Clubs or even leagues.. Darlo going pear shaped...many other teams up **** creek also...Pompey may well be off soon (again) by the look of things.. http://news.bbc.co.uk/sport2/hi/football/16706372.stm So in ten years time, how will football in England look? The money clubs will get bigger and stronger, and the smaller feeder clubs will be neglected, but this has a knock on effect, as players have to come from somewhere.. So E Short getting SAFC on a sound financial basis, is the best move he can do. But how do you see the game looking in the future?
I certainly see the lower leagues going regional like it was years ago. I fail to see the point in the likes of Hartlepool traveling all the way the Torquay, Keep it northern and southern..I reckon that would encouarge more fans and keep the costs down. I also see sometime in the near future many of the lower leagues going part time.
Not a bad shout more "Derbies" more away fans bigger crowds etc might help. Plus the North/South divide play offs for promotion would provide a bit of spice
If a league club go's out of business, will they promote another one from the BSP to keep the number at 92?
It's happened before. I think Maidstone were the last to go 'mid season'. When it happens the club's results record is removed and the league table recalculated. Numbers are then made up again at the start of the following season.
We are the only country that has 4 professional leagues and 92 clubs. If that can't be sustained then I'm afraid that's life. You simply can't keep throwing money at it. Maybe one day football will wake up and smell the coffee And players will realise their wages are going to kill the game. Then again the greedy ****ers probably don't give a **** anyway.
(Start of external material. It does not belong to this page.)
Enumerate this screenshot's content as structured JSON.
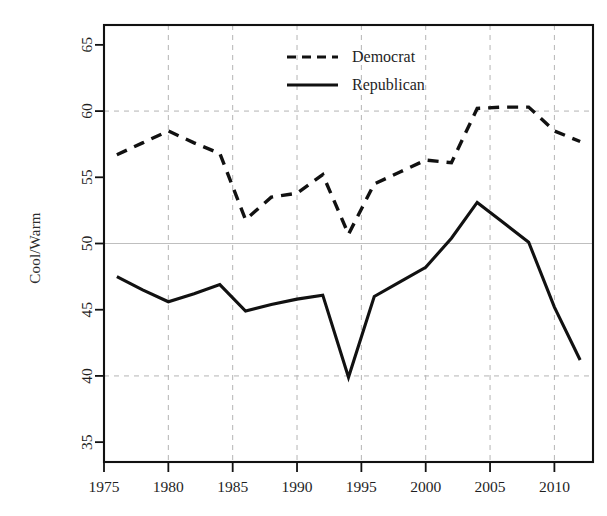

Remember also, a few teams in the conference are full time. As for Portsmouth, surely the financial director and the tea lady job share! How many times..
Is it the players though, its the same in any profession really, 1 company pays XXX,XXX so another company has to pay YYY,YYY so the 1st company pays ZZZ,ZZZ to get the best. You have Man City/Chelsea etc in the PL, Leicester in the Championship, League 1 not sure, Charlton probably, League 2 Crawley (who were paying massive wages in the conference last year). There are just too many professional clubs, and i hate to say this, but relegation is the killer (look at Darlington, yes the stadia is killing them but if they were not in the conference, they would be getting another 3,000 on their gate and some TV revenue/better advertising revenue. You also have the fact that none of the big clubs pay silly money for Championship/League 1 players anymore, the odd 1 or 2 Smalling/Chamberlain but not as many as they used to, so the cash isnt filtering down into the lower leagues, its all going abroad these days. It all adds up (or takeaways in this case).
They'd still manage to have a chat about the football league show first!! It's not the players it's SkySports and the money they give to the Premier league. Prize money for the PL is crazy and this started everything off. If the prize money was more evenly distributed through all 4 leagues then you'd find a better financial structure surely. Prize money wise they say it's just over 800k per place with 20th position getting £800k (total payout of £168m ish) If first place gets a little less but you have a sliding scale where second gets less (so £10m for first place, then 9, 8, 7 then go down at half million per place (as the top 4 all end up with a decent payout in the coming season cos of Champs League) So top = 10m, 2nd, 3rd and 4th, -1m per place, 5th & 6th - 0.5m per place, then 4 @-300k per place and the rest at -200k per place. The bottom tesams would be better off and the top ones would be worse relatively speaking but this would also mean that there was £60m left to give to the other 3 leagues - 30m, 20m & 10m for each (also I'd have the 3 promoted teams getting more prize money than the relegated teams) None of this is including TV money but I think it'd be much fairer for everyone outside of the top flight and the numbers can be changed to make even more money for the lower divisions.
I can see it happening, flanders. But the problem with the old Third Division North and South was stagnation. Not only that, but with only one promoted from each, clubs had very little to play for. If you got, say, a Southampton or a Charlton down there, the rest needn't have bothered turning up for a year. If it happens again, I think we'd have to have four relegated from the Championship, and two up from each of the Third Divisions. The problem is, I can't see Championship chairmen voting for that. (Funnily enough, I was at Carlisle on the first day the Fourth Division was ever played. They beat Aldershot 1-0 with a fine goal from Alf Ackerman in 80 mins. August, '58 off the top of my head).